The Tea Party movement and FreedomWorks’ electoral influence peaked in the early 2010s. In the 2010 election, 70 of the 114 candidates FreedomWorks endorsed for federal office won their races. In the 2012 cycle, FreedomWorks for America spent $22.6 million boosting candidates aligned with the Tea Party.
FreedomWorks has been criticized for taking money from corporate donors and using its political influence to push for policies and legislation favorable to those donors.
FreedomWorks, backed by the oil and gas industry, pushed the Tea Party movement to focus its “grassroots” efforts on opposing climate change policies.
FreedomWorks fiercely opposes unions and has led aggressive campaigns to thwart union membership and power by advocating for what they call “workplace freedom” legislation.
In 2009, FreedomWorks organized town hall protests across the country in opposition to the Obama administration’s health care reform plan.
Despite FreedomWorks’ longstanding opposition to government bailouts, the FreedomWorks Foundation applied for a Small Business Administration loan of $300,000 through the Paycheck Protection Program in April 2020.

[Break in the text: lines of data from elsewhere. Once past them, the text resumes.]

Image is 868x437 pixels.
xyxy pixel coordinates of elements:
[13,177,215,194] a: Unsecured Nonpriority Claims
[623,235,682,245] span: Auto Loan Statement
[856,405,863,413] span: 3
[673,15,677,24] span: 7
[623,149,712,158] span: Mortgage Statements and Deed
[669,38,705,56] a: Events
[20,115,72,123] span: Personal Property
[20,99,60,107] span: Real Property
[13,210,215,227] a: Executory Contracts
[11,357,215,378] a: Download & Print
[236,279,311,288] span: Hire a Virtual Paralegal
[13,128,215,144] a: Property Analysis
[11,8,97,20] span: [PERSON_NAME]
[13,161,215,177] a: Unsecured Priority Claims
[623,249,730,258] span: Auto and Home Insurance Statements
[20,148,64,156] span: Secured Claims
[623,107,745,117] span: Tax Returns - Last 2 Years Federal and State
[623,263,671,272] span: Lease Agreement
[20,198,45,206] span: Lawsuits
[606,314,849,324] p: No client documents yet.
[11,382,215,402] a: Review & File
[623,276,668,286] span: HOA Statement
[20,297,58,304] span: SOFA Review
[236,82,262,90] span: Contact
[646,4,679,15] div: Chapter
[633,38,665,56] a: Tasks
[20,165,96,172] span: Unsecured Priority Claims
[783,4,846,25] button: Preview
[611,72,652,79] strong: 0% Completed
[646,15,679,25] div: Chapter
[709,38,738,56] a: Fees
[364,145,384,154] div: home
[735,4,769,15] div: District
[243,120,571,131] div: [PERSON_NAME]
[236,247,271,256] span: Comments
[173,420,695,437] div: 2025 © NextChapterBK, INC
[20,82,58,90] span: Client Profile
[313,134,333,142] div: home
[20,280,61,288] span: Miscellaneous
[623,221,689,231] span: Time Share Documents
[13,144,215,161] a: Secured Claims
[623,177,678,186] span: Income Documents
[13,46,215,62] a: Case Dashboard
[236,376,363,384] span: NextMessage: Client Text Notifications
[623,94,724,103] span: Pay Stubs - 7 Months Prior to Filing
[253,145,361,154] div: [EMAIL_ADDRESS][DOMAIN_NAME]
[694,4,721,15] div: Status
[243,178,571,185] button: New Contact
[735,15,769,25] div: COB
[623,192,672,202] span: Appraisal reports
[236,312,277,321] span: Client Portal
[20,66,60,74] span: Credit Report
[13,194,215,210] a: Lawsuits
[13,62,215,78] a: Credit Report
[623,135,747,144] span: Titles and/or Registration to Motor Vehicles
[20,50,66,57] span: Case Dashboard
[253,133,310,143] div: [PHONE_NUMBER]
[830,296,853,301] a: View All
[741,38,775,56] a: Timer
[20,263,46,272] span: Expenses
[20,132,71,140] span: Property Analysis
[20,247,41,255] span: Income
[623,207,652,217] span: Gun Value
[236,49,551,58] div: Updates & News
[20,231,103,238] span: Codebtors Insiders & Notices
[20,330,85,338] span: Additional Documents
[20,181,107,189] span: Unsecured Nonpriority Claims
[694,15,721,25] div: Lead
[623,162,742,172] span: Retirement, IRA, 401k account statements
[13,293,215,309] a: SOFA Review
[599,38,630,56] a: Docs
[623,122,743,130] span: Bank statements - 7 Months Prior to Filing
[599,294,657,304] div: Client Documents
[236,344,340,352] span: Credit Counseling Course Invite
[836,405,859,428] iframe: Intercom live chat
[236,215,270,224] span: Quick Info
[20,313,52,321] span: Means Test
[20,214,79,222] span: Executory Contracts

In 2020, FreedomWorks joined Koch-backed groups, including Americans for Prosperity, in supporting the Trump administration’s decision to eliminate the requirement for nonprofits to report donor information on the IRS Schedule B form. The Intercept described this disclosure requirement as “one of the last remaining ways for authorities to monitor the flow of unlawful campaign cash in American elections,” especially donations from foreign entities. Trump’s proposed rule would allow an “unprecedented level of secrecy” for organizations such as FreedomWorks, which mobilized its supporters to send hundreds of letters to the IRS to defend Trump’s decision.
FreedomWorks has a long history of trying to influence the leadership of Republican-controlled chambers:
The group also indicated that it would try to influence the work of House committees in the 118th Congress:
In addition to its efforts to influence Congress, FreedomWorks was previously working with other right-wing groups preparing for a potential Republican presidential administration in 2025, prior to shutting down. In April 2022, FreedomWorks joined a coalition created by the Heritage Foundation focused entirely on preparing the next Republican presidential administration with policy recommendations and a curated list of personnel to help “take back America” that later became known as “Project 2025.”
In addition to funding from corporations like AT&T and Philip Morris, FreedomWorks entities received significant sums from top right-wing foundations. Between 2020 and 2021, the FreedomWorks Foundation received $1.1 million from dark money conduit DonorsTrust, $875,000 from the Lynde and Harry Bradley Foundation, $815,000 from the Sarah Scaife Foundation, $525,000 from the Searle Freedom Trust, $285,000 from the Dunn Foundation, and $150,000 from the Thomas W. Smith Foundation.
In 2006, The Washington Post reported that FreedomWorks had earned hundreds of thousands of dollars and thousands of new member signups since 2000 through the sale of insurance policies.
The group’s vice president defended the deal, saying it’s just how “nonprofits do their job.”
FreedomWorks worked “hand-in-glove” with the Koch-funded group Americans for Prosperity to help launch the Tea Party movement in 2009, including teaming up to sponsor tea party protests on tax day and the Taxpayers March on Washington on Sept. 12.
FreedomWorks was a member of the State Policy Network, an alliance of think tanks pushing conservative and libertarian policy at the state level that is connected to the Koch network and other national conservative think tanks.